- _Exercise directions_: All lines from the one containing "Identify the location of Lower" through the end of the material are to be given back exactly, without pictures.

- _Source records_:
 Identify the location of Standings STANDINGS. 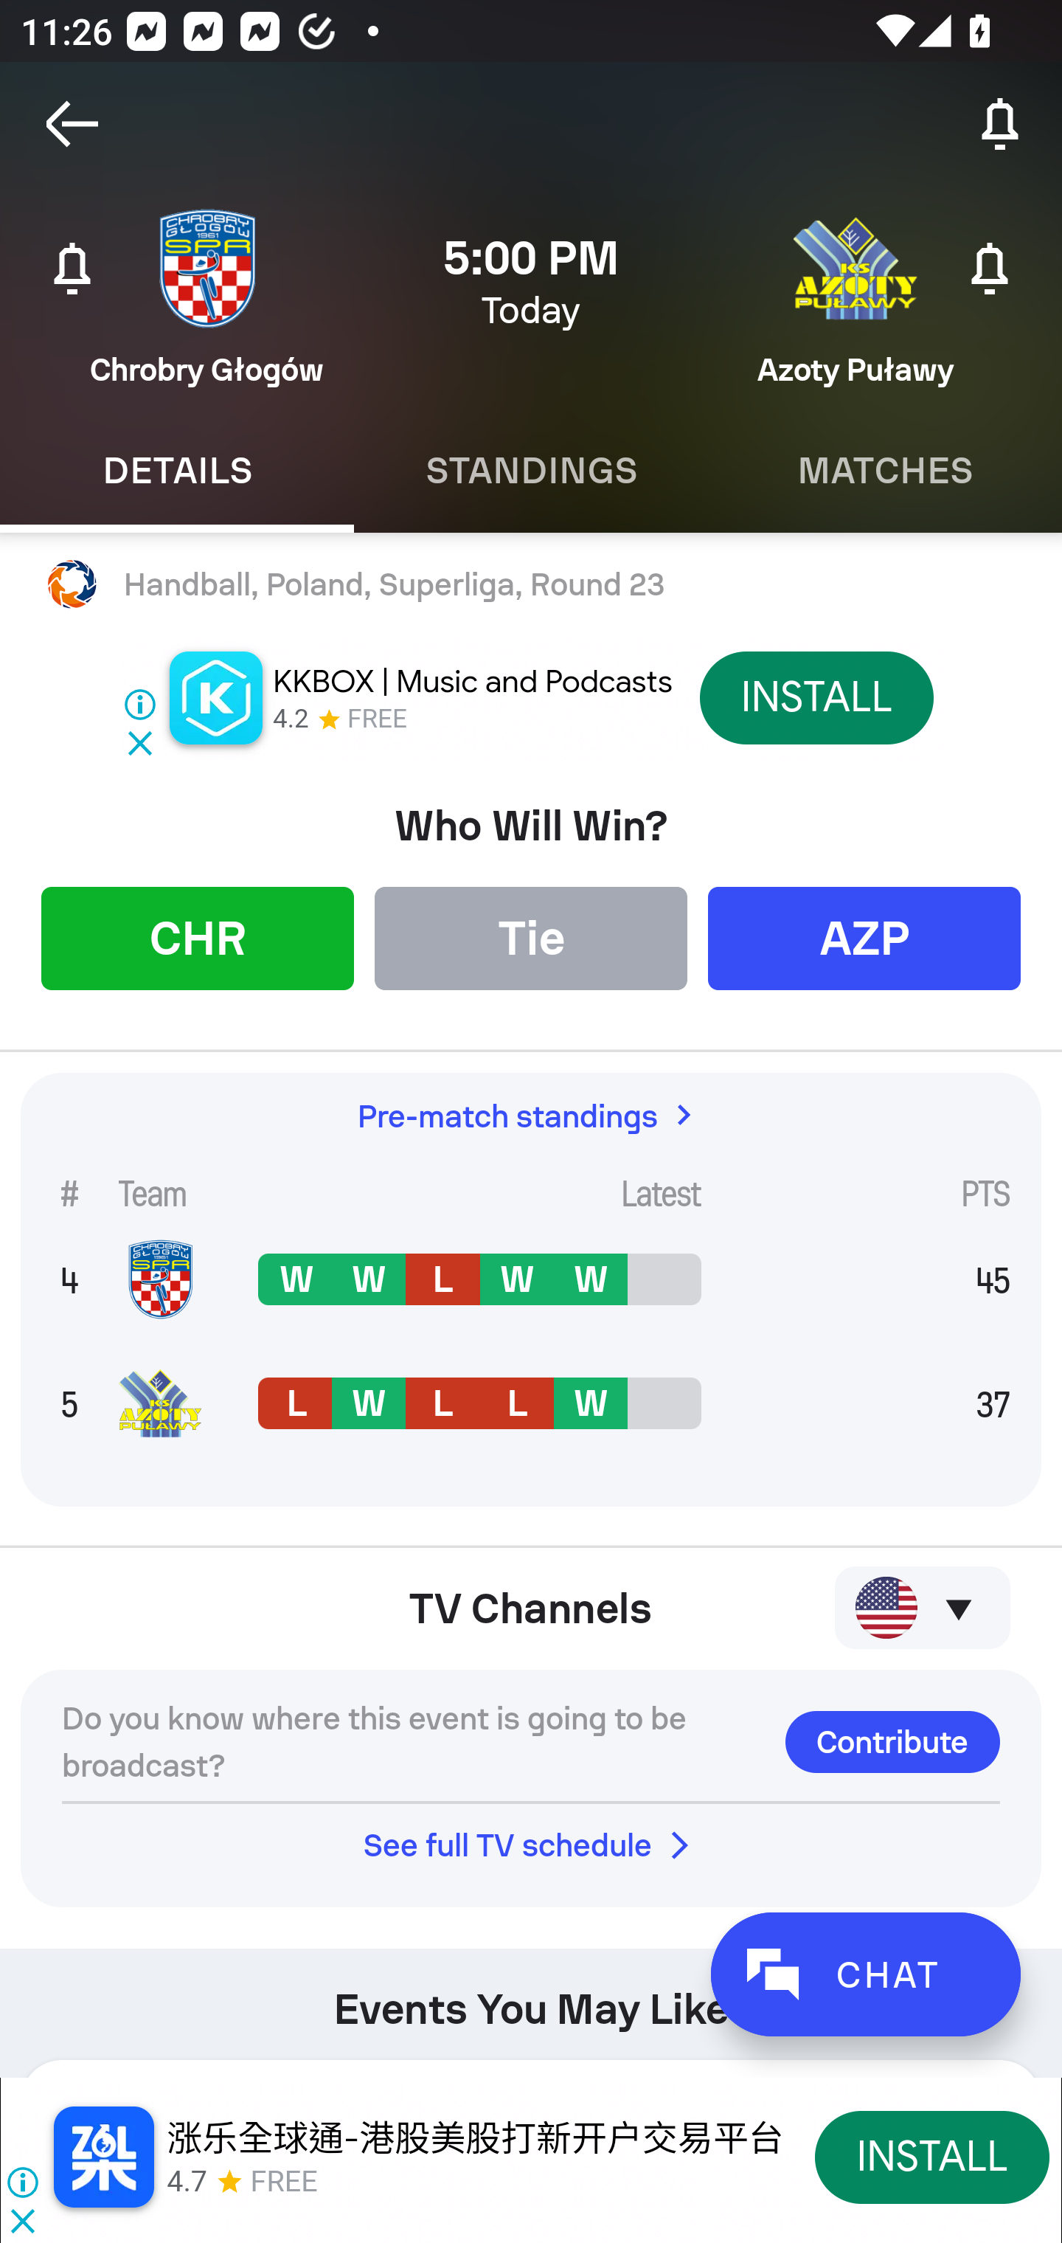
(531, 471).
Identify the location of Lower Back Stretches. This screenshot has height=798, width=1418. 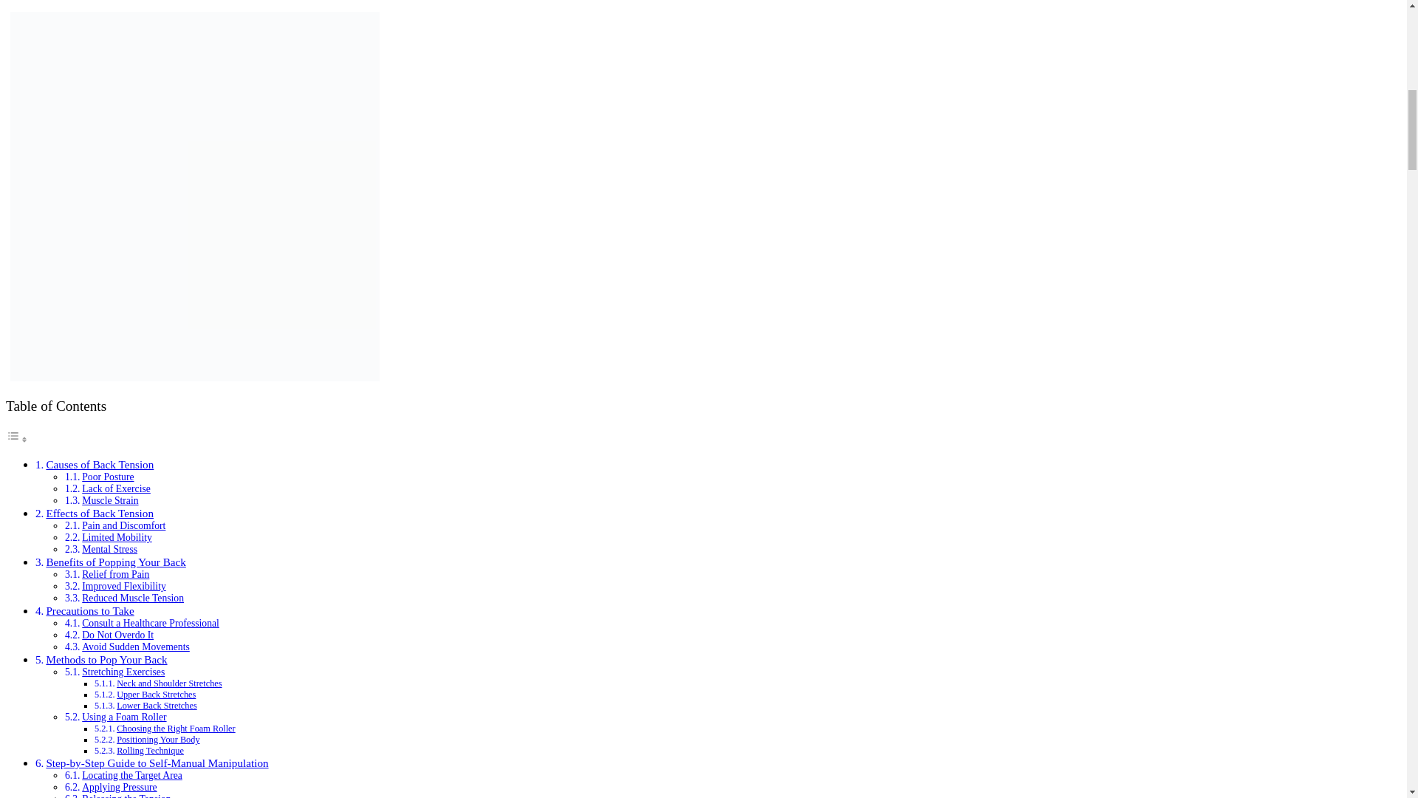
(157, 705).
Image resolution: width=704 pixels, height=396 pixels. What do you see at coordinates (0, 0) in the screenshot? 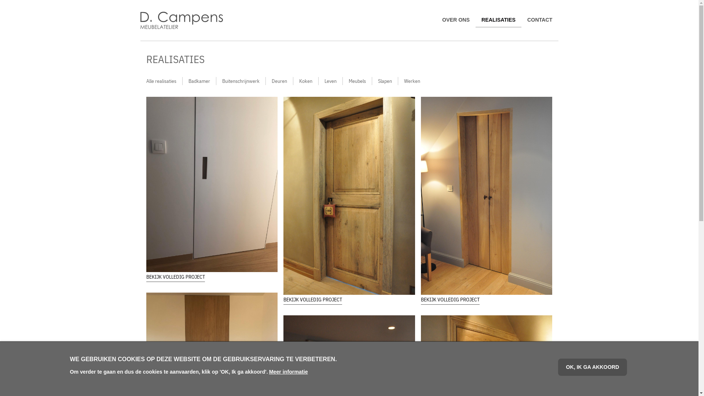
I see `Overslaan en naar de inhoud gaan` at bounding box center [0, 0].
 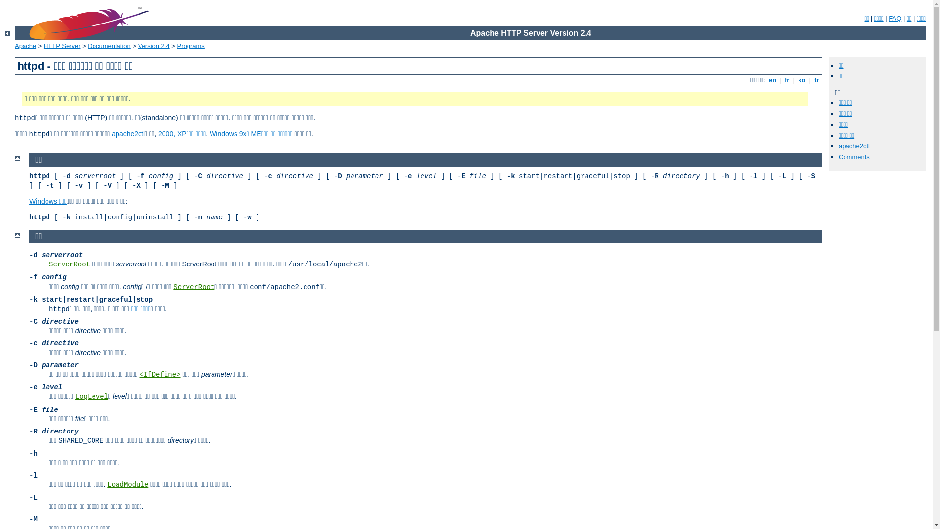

- _Response area_:
Identify the location of Lower Back Stretches. This screenshot has height=798, width=1418. 
(157, 705).
Image resolution: width=704 pixels, height=396 pixels. What do you see at coordinates (0, 0) in the screenshot? 
I see `Overslaan en naar de inhoud gaan` at bounding box center [0, 0].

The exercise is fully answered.